It is true that tablets and smart phones are sufficient for people who do not need much computing power and who just need to surf the web, to send and receive emails, to check weather forecasts and stocks, etc.
This is a dubious and myopic viewpoint. Tablets and smart phones aren't "stuck" on some performance curve. It is more so people who are stuck on performance boundaries (e.g., have a fixed set of major apps they need and the work they need done is either constant or growing in demands at a relatively slow rate). The devices are getting better over time. Much better.
For example a Newton from 1994 couldn't possible surf the modern web (with HTML 5, javascript , java, and Flash ) well. Likewise could not deal with the common very large email messages. The Newton from 1994 couldn't run something like Photoshop 3.0 (when it picked up layers).
In contrast, the iPad does those things easily. It runs an Adobe Photoshop Express & Touch which in combination is more than competitive with Photoshop 3.0 on pre 2000 era hardware.
The amount of "computing power" that can be delivered in a smaller form factor expands every year.
The phones and iOS tablets are more limited by in device storage space than by computational limits.
For many occupations, laptops and/or desktops are a must. People who are working in those occupations still need laptops and/or desktops.
The work they need to get done is a must. The specific form factor of their tools isn't. There are relatively few occupations that absolutely require a "box with slots" of the size and dimensions of approximately a Mac II.
If I am allowed to define the post-PC era, I would like to say that the post-PC era is a time period during which people often use laptops and/or desktops
the Post-PC era is the era where people stop pigeon-holing personal computers are a legacy DOS/Windows Box with slots. Where the form factor of the first IBM PC and the early Compaq "luggables" drive the title of Personal Computer. It is the era where the computer truly become personal because the majority of the people on the planet can afford and have one; not just some relative elite few. It will be the "personal computer" era which will be "Post-Windows PC" era.
Laptops and/or desktops in some form will survive along with all the mobile devices.
They will survive. Just as Mainframes, Supercomputers , and "mini-computers" (large servers ... mini relative to the mainframes ) survived.
Right sized tool for the right job.
To encourage Apple to put more R&D into desktop computers, the desktop computer users may consider stopping using Apple mobile devices and also provide input to family members and friends so that they will not use Apple mobile devices.
This is a poster child for the "If all you have is a hammer everything is a nail" syndrome. It is wrong. Right tool for the right job. Apple is never going to bend to this, because few are going to throw themselves under to bus just so a disproportionally small group of folks can get a disproportionally large share of the R&D money. What you are asking folks to do is screw up their computer selection so you can have a better one. That's narcissistic, not a likely market force.
Apple will also share equally its R&D dollars between desktop computers and mobile devices.
The iOS products aren't really mobile devices. They are mobile computers.
And no the iOS products purpose is at Apple is not to raise money for Mac Pro R&D. Neither is the reverse. They are both products that generate enough money for their own R&D that serve different computer markets growing at different rates.
The R&D fund/defund rate is driven far more by the underlying markets grow rate and grow potential. If want to change Mac Pro R&D, folks would better served by finding new customers/jobs for which the Mac Pro is the most appropriate tool for the job. Not just the box that most resembles the computers from the past so "should buy it".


To do
Unless a line falls after the one with "Image is 980x465 pixels.", retype it exactly from the records below; leave out all pictures.

Records shown
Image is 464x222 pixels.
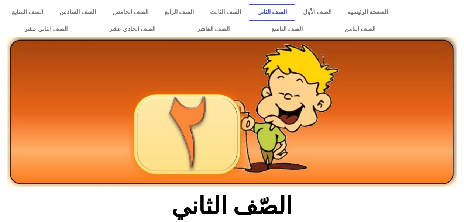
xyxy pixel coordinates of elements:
a: الصف الثامن [324,21,396,38]
a: الصف الرابع [156,4,202,21]
a: الصف الثاني [249,4,295,21]
a: الصفحة الرئيسية [340,4,396,21]
a: الصف التاسع [251,21,324,38]
a: الصف الثاني عشر [4,21,89,38]
h2: الصّف الثاني [110,192,354,221]
a: الصف السابع [4,4,51,21]
a: الصف الأول [295,4,340,21]
a: الصف العاشر [176,21,251,38]
a: الصف السادس [51,4,104,21]
a: الصف الثالث [202,4,249,21]
a: الصف الحادي عشر [89,21,176,38]
a: الصف الخامس [104,4,156,21]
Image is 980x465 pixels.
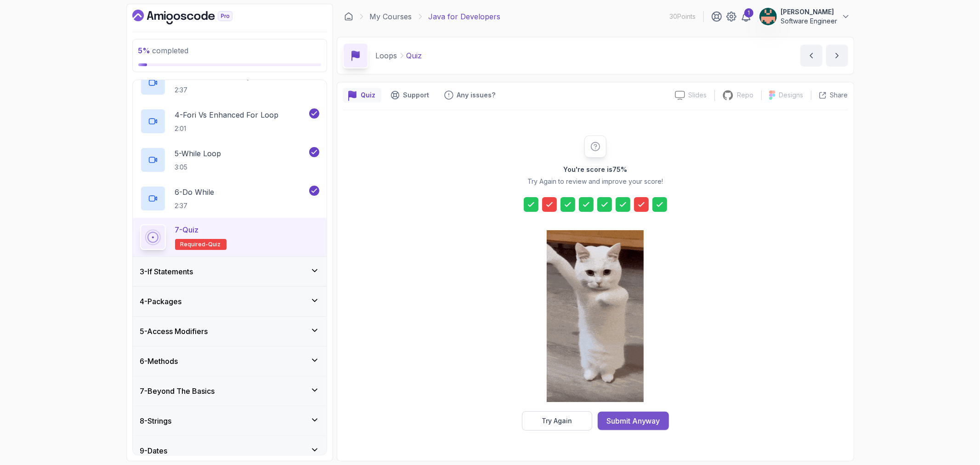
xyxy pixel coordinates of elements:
button: 3-If Statements [133,257,327,286]
button: 5-Access Modifiers [133,317,327,346]
button: 8-Strings [133,406,327,435]
p: 30 Points [670,12,696,21]
div: Try Again [542,416,572,426]
h2: You're score is 75 % [563,165,627,174]
p: 4 - Fori vs Enhanced For Loop [175,109,279,120]
h3: 5 - Access Modifiers [140,326,208,337]
button: 7-QuizRequired-quiz [140,224,319,250]
button: 5-While Loop3:05 [140,147,319,173]
p: 3:05 [175,163,221,172]
button: Share [811,91,848,99]
p: Quiz [406,50,422,61]
p: 2:37 [175,201,215,211]
p: Java for Developers [429,11,501,22]
h3: 4 - Packages [140,296,182,307]
button: previous content [801,45,822,67]
button: 3-Enhanced For Loop2:37 [140,70,319,95]
p: Any issues? [457,91,496,99]
a: Dashboard [344,12,353,21]
a: Dashboard [132,10,253,24]
p: Loops [376,50,397,61]
h3: 8 - Strings [140,415,171,427]
span: 5 % [139,46,151,55]
a: My Courses [369,11,412,22]
button: Support button [385,87,435,103]
button: user profile image[PERSON_NAME]Software Engineer [759,7,850,26]
h3: 7 - Beyond The Basics [140,386,215,397]
button: Try Again [522,411,592,431]
h3: 3 - If Statements [140,266,193,277]
h3: 9 - Dates [140,446,167,456]
p: 2:37 [175,86,252,95]
img: user profile image [760,8,776,26]
span: quiz [208,241,221,249]
p: Try Again to review and improve your score! [527,177,663,186]
p: 5 - While Loop [175,148,221,159]
p: 7 - Quiz [175,224,199,236]
button: 6-Methods [133,346,327,376]
p: Share [830,91,848,99]
button: 4-Fori vs Enhanced For Loop2:01 [140,108,319,134]
a: 1 [740,11,752,22]
p: 2:01 [175,124,279,133]
button: Submit Anyway [598,412,669,431]
button: 4-Packages [133,287,327,316]
div: 1 [744,8,753,18]
h3: 6 - Methods [140,356,178,366]
img: cool-cat [546,230,643,402]
p: Slides [688,91,707,99]
button: next content [826,45,848,67]
button: 7-Beyond The Basics [133,377,327,406]
button: Feedback button [438,87,501,103]
span: completed [139,46,189,55]
p: Repo [737,91,754,99]
p: Support [403,91,430,99]
p: [PERSON_NAME] [781,7,837,17]
p: Software Engineer [781,17,837,26]
button: quiz button [343,87,381,103]
p: 6 - Do While [175,187,215,198]
button: 6-Do While2:37 [140,186,319,212]
p: Quiz [361,91,376,99]
div: Submit Anyway [607,415,660,427]
p: Designs [779,91,804,99]
span: Required- [180,241,208,249]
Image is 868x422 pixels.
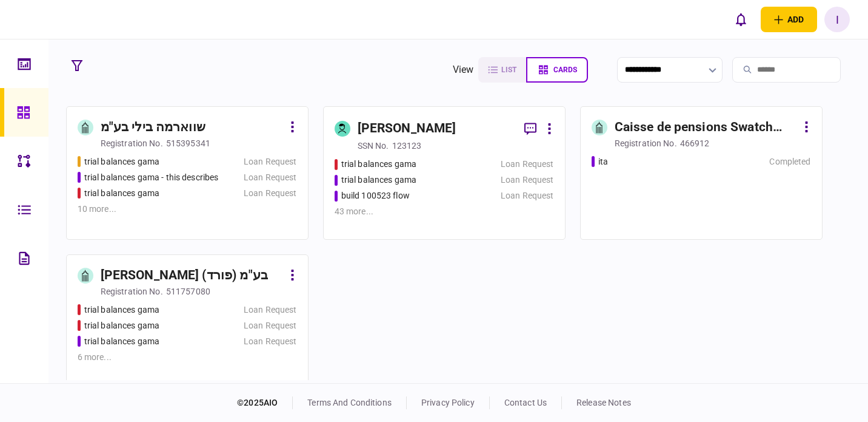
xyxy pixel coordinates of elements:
[84,171,219,184] div: trial balances gama - this describes
[84,304,160,316] div: trial balances gama
[101,285,163,297] div: registration no.
[393,140,423,152] div: 123123
[576,398,631,407] a: release notes
[615,137,677,149] div: registration no.
[342,189,410,202] div: build 100523 flow
[244,155,297,168] div: Loan Request
[101,137,163,149] div: registration no.
[526,57,588,83] button: cards
[598,155,608,168] div: ita
[358,140,390,152] div: SSN no.
[580,106,823,240] a: Caisse de pensions Swatch Groupregistration no.466912itaCompleted
[166,285,211,297] div: 511757080
[237,396,293,409] div: © 2025 AIO
[500,189,554,202] div: Loan Request
[342,174,418,186] div: trial balances gama
[244,171,297,184] div: Loan Request
[335,205,554,218] div: 43 more ...
[501,66,516,74] span: list
[553,66,577,74] span: cards
[84,335,160,348] div: trial balances gama
[422,398,474,407] a: privacy policy
[342,158,418,171] div: trial balances gama
[500,174,554,186] div: Loan Request
[728,7,754,32] button: open notifications list
[101,118,206,137] div: שווארמה בילי בע"מ
[500,158,554,171] div: Loan Request
[615,118,797,137] div: Caisse de pensions Swatch Group
[244,304,297,316] div: Loan Request
[769,155,811,168] div: Completed
[244,187,297,200] div: Loan Request
[825,7,850,32] button: I
[244,319,297,332] div: Loan Request
[324,106,565,240] a: [PERSON_NAME]SSN no.123123trial balances gamaLoan Requesttrial balances gamaLoan Requestbuild 100...
[78,351,297,364] div: 6 more ...
[244,335,297,348] div: Loan Request
[78,203,297,216] div: 10 more ...
[452,63,474,77] div: view
[478,57,526,83] button: list
[680,137,710,149] div: 466912
[84,187,160,200] div: trial balances gama
[66,254,309,388] a: [PERSON_NAME] (פורד) בע"מregistration no.511757080trial balances gamaLoan Requesttrial balances g...
[308,398,392,407] a: terms and conditions
[166,137,211,149] div: 515395341
[101,266,268,285] div: [PERSON_NAME] (פורד) בע"מ
[84,319,160,332] div: trial balances gama
[358,119,456,138] div: [PERSON_NAME]
[761,7,817,32] button: open adding identity options
[66,106,309,240] a: שווארמה בילי בע"מregistration no.515395341trial balances gamaLoan Requesttrial balances gama - th...
[84,155,160,168] div: trial balances gama
[504,398,547,407] a: contact us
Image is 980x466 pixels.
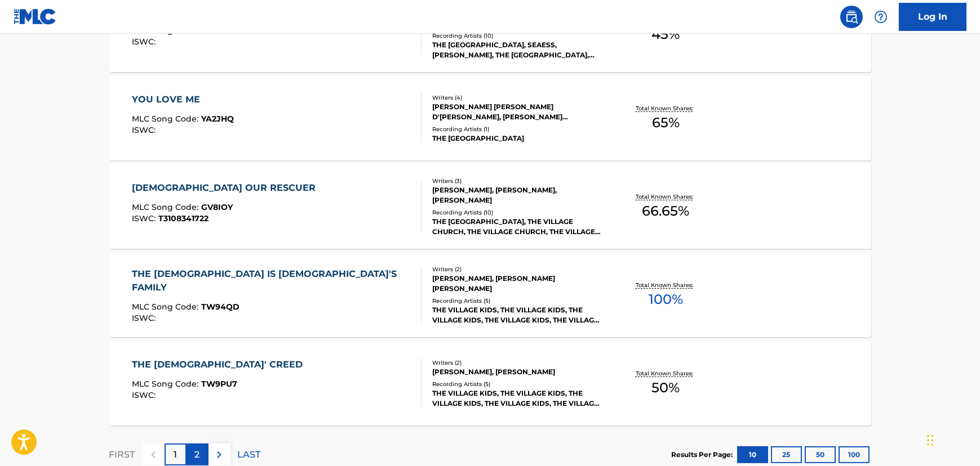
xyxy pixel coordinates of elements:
[109,164,871,249] a: [DEMOGRAPHIC_DATA] OUR RESCUERMLC Song Code:GV8IOYISWC:T3108341722Writers (3)[PERSON_NAME], [PERS...
[213,448,226,462] img: right
[432,380,602,388] div: Recording Artists ( 5 )
[926,424,933,457] div: Drag
[432,102,602,122] div: [PERSON_NAME] [PERSON_NAME] D'[PERSON_NAME], [PERSON_NAME] [PERSON_NAME] [PERSON_NAME]
[869,6,892,29] div: Help
[109,76,871,161] a: YOU LOVE MEMLC Song Code:YA2JHQISWC:Writers (4)[PERSON_NAME] [PERSON_NAME] D'[PERSON_NAME], [PERS...
[432,125,602,133] div: Recording Artists ( 1 )
[432,297,602,305] div: Recording Artists ( 5 )
[131,214,158,224] span: ISWC :
[899,3,966,31] a: Log In
[838,446,869,463] button: 100
[923,412,980,466] iframe: Chat Widget
[201,202,233,213] span: GV8IOY
[432,367,602,377] div: [PERSON_NAME], [PERSON_NAME]
[636,369,695,378] p: Total Known Shares:
[432,217,602,237] div: THE [GEOGRAPHIC_DATA], THE VILLAGE CHURCH, THE VILLAGE CHURCH, THE VILLAGE CHURCH, THE VILLAGE CH...
[636,193,695,201] p: Total Known Shares:
[771,446,802,463] button: 25
[844,10,858,23] img: search
[432,185,602,206] div: [PERSON_NAME], [PERSON_NAME], [PERSON_NAME]
[651,378,679,398] span: 50 %
[131,125,158,135] span: ISWC :
[671,450,736,460] p: Results Per Page:
[432,208,602,217] div: Recording Artists ( 10 )
[432,93,602,102] div: Writers ( 4 )
[131,358,308,372] div: THE [DEMOGRAPHIC_DATA]' CREED
[131,390,158,400] span: ISWC :
[131,379,201,389] span: MLC Song Code :
[432,40,602,61] div: THE [GEOGRAPHIC_DATA], SEAESS, [PERSON_NAME], THE [GEOGRAPHIC_DATA], THE VILLAGE CHURCH, THE VILL...
[201,302,240,312] span: TW94QD
[195,448,200,462] p: 2
[636,281,695,290] p: Total Known Shares:
[432,31,602,40] div: Recording Artists ( 10 )
[131,202,201,213] span: MLC Song Code :
[131,302,201,312] span: MLC Song Code :
[14,9,57,25] img: MLC Logo
[737,446,768,463] button: 10
[109,448,135,462] p: FIRST
[432,133,602,144] div: THE [GEOGRAPHIC_DATA]
[636,104,695,112] p: Total Known Shares:
[432,359,602,367] div: Writers ( 2 )
[158,214,208,224] span: T3108341722
[131,93,234,106] div: YOU LOVE ME
[238,448,261,462] p: LAST
[109,342,871,425] a: THE [DEMOGRAPHIC_DATA]' CREEDMLC Song Code:TW9PU7ISWC:Writers (2)[PERSON_NAME], [PERSON_NAME]Reco...
[432,176,602,185] div: Writers ( 3 )
[651,112,679,133] span: 65 %
[804,446,836,463] button: 50
[432,305,602,325] div: THE VILLAGE KIDS, THE VILLAGE KIDS, THE VILLAGE KIDS, THE VILLAGE KIDS, THE VILLAGE KIDS
[131,114,201,124] span: MLC Song Code :
[432,274,602,294] div: [PERSON_NAME], [PERSON_NAME] [PERSON_NAME]
[642,201,689,221] span: 66.65 %
[874,10,887,23] img: help
[174,448,176,462] p: 1
[649,290,682,310] span: 100 %
[131,313,158,323] span: ISWC :
[651,24,679,44] span: 45 %
[432,388,602,409] div: THE VILLAGE KIDS, THE VILLAGE KIDS, THE VILLAGE KIDS, THE VILLAGE KIDS, THE VILLAGE KIDS
[840,6,862,29] a: Public Search
[432,265,602,274] div: Writers ( 2 )
[131,36,158,47] span: ISWC :
[109,252,871,337] a: THE [DEMOGRAPHIC_DATA] IS [DEMOGRAPHIC_DATA]'S FAMILYMLC Song Code:TW94QDISWC:Writers (2)[PERSON_...
[201,379,237,389] span: TW9PU7
[131,267,412,295] div: THE [DEMOGRAPHIC_DATA] IS [DEMOGRAPHIC_DATA]'S FAMILY
[201,114,234,124] span: YA2JHQ
[131,182,321,195] div: [DEMOGRAPHIC_DATA] OUR RESCUER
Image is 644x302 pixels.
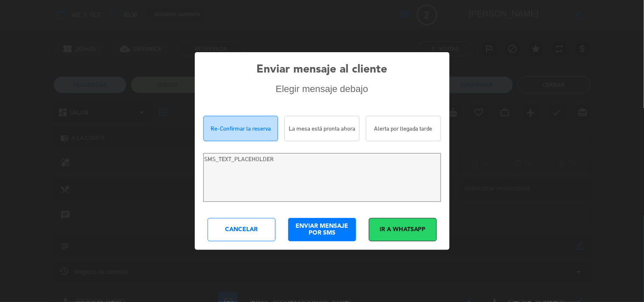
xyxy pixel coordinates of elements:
div: Alerta por llegada tarde [366,116,441,141]
div: Elegir mensaje debajo [276,84,369,94]
div: Ir a WhatsApp [369,218,437,241]
div: La mesa está pronta ahora [284,116,360,141]
div: Re-Confirmar la reserva [203,116,278,141]
div: Enviar mensaje al cliente [257,61,388,79]
div: ENVIAR MENSAJE POR SMS [289,218,356,241]
div: Cancelar [208,218,276,241]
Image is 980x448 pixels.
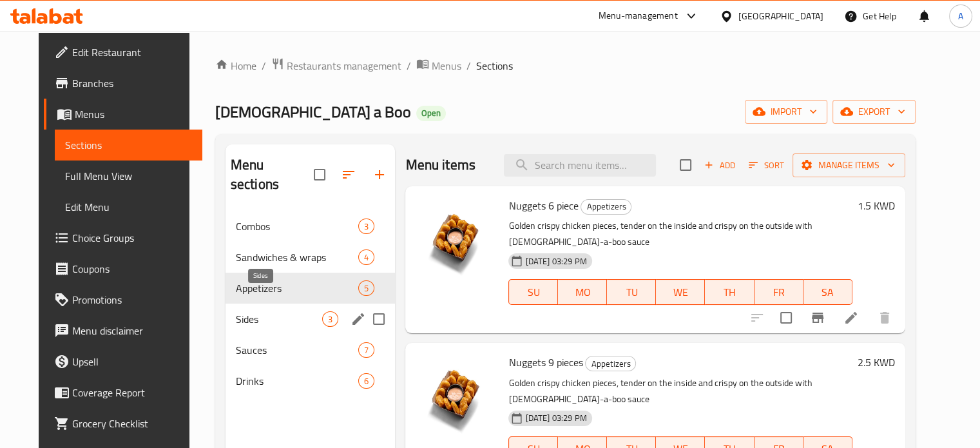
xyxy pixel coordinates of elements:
[416,106,446,121] div: Open
[772,304,799,332] span: Select to update
[73,261,192,276] span: Coupons
[802,303,833,333] button: Branch-specific-item
[215,58,915,74] nav: breadcrumb
[44,284,202,315] a: Promotions
[55,192,202,222] a: Edit Menu
[226,366,395,396] div: Drinks6
[55,130,202,160] a: Sections
[358,220,373,233] span: 3
[236,280,358,296] span: Appetizers
[843,104,905,120] span: export
[73,323,192,339] span: Menu disclaimer
[73,385,192,400] span: Coverage Report
[612,283,650,302] span: TU
[416,58,461,74] a: Menus
[349,310,368,329] button: edit
[656,279,705,304] button: WE
[358,342,374,358] div: items
[405,156,476,175] h2: Menu items
[432,58,461,74] span: Menus
[358,249,374,265] div: items
[699,156,740,175] span: Add item
[415,354,497,436] img: Nuggets 9 pieces
[508,218,851,250] p: Golden crispy chicken pieces, tender on the inside and crispy on the outside with [DEMOGRAPHIC_DA...
[236,249,358,265] span: Sandwiches & wraps
[226,211,395,242] div: Combos3
[44,377,202,408] a: Coverage Report
[236,374,358,388] span: Drinks
[73,292,192,307] span: Promotions
[44,408,202,439] a: Grocery Checklist
[586,356,635,371] span: Appetizers
[466,58,471,74] li: /
[520,256,591,268] span: [DATE] 03:29 PM
[710,283,748,302] span: TH
[44,254,202,284] a: Coupons
[271,58,401,74] a: Restaurants management
[73,354,192,369] span: Upsell
[44,346,202,377] a: Upsell
[236,342,358,358] span: Sauces
[832,100,915,123] button: export
[858,197,894,214] h6: 1.5 KWD
[671,151,699,178] span: Select section
[215,97,411,126] span: [DEMOGRAPHIC_DATA] a Boo
[236,219,358,234] span: Combos
[476,58,512,74] span: Sections
[322,312,338,327] div: items
[416,108,446,119] span: Open
[73,45,192,60] span: Edit Restaurant
[699,156,740,175] button: Add
[73,75,192,91] span: Branches
[558,279,607,304] button: MO
[740,156,792,175] span: Sort items
[754,279,803,304] button: FR
[803,279,852,304] button: SA
[65,200,192,214] span: Edit Menu
[809,283,847,302] span: SA
[504,154,656,177] input: search
[358,251,373,263] span: 4
[520,412,591,424] span: [DATE] 03:29 PM
[957,9,963,24] span: A
[226,273,395,304] div: Appetizers5
[407,58,411,74] li: /
[705,279,754,304] button: TH
[44,222,202,254] a: Choice Groups
[44,37,202,67] a: Edit Restaurant
[792,153,905,178] button: Manage items
[358,344,373,356] span: 7
[745,156,787,175] button: Sort
[44,67,202,99] a: Branches
[44,315,202,346] a: Menu disclaimer
[44,99,202,130] a: Menus
[585,356,636,371] div: Appetizers
[581,200,630,214] span: Appetizers
[858,354,894,371] h6: 2.5 KWD
[843,310,858,326] a: Edit menu item
[226,304,395,334] div: Sides3edit
[226,242,395,273] div: Sandwiches & wraps4
[745,100,827,123] button: import
[358,219,374,234] div: items
[738,9,823,24] div: [GEOGRAPHIC_DATA]
[607,279,656,304] button: TU
[287,58,401,74] span: Restaurants management
[580,200,631,214] div: Appetizers
[415,197,497,279] img: Nuggets 6 piece
[261,58,266,74] li: /
[55,160,202,192] a: Full Menu View
[215,58,256,74] a: Home
[358,283,373,295] span: 5
[598,9,678,24] div: Menu-management
[748,158,784,172] span: Sort
[514,283,553,302] span: SU
[231,156,315,194] h2: Menu sections
[754,104,817,120] span: import
[563,283,601,302] span: MO
[760,283,798,302] span: FR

Result of the exercise
Image is 464x222 pixels.
xyxy pixel coordinates of elements:
a: الصف الثامن [324,21,396,38]
a: الصف الرابع [156,4,202,21]
a: الصف الثاني [249,4,295,21]
a: الصفحة الرئيسية [340,4,396,21]
a: الصف التاسع [251,21,324,38]
a: الصف الثاني عشر [4,21,89,38]
h2: الصّف الثاني [110,192,354,221]
a: الصف السابع [4,4,51,21]
a: الصف الأول [295,4,340,21]
a: الصف العاشر [176,21,251,38]
a: الصف السادس [51,4,104,21]
a: الصف الثالث [202,4,249,21]
a: الصف الحادي عشر [89,21,176,38]
a: الصف الخامس [104,4,156,21]
Image is 980x465 pixels.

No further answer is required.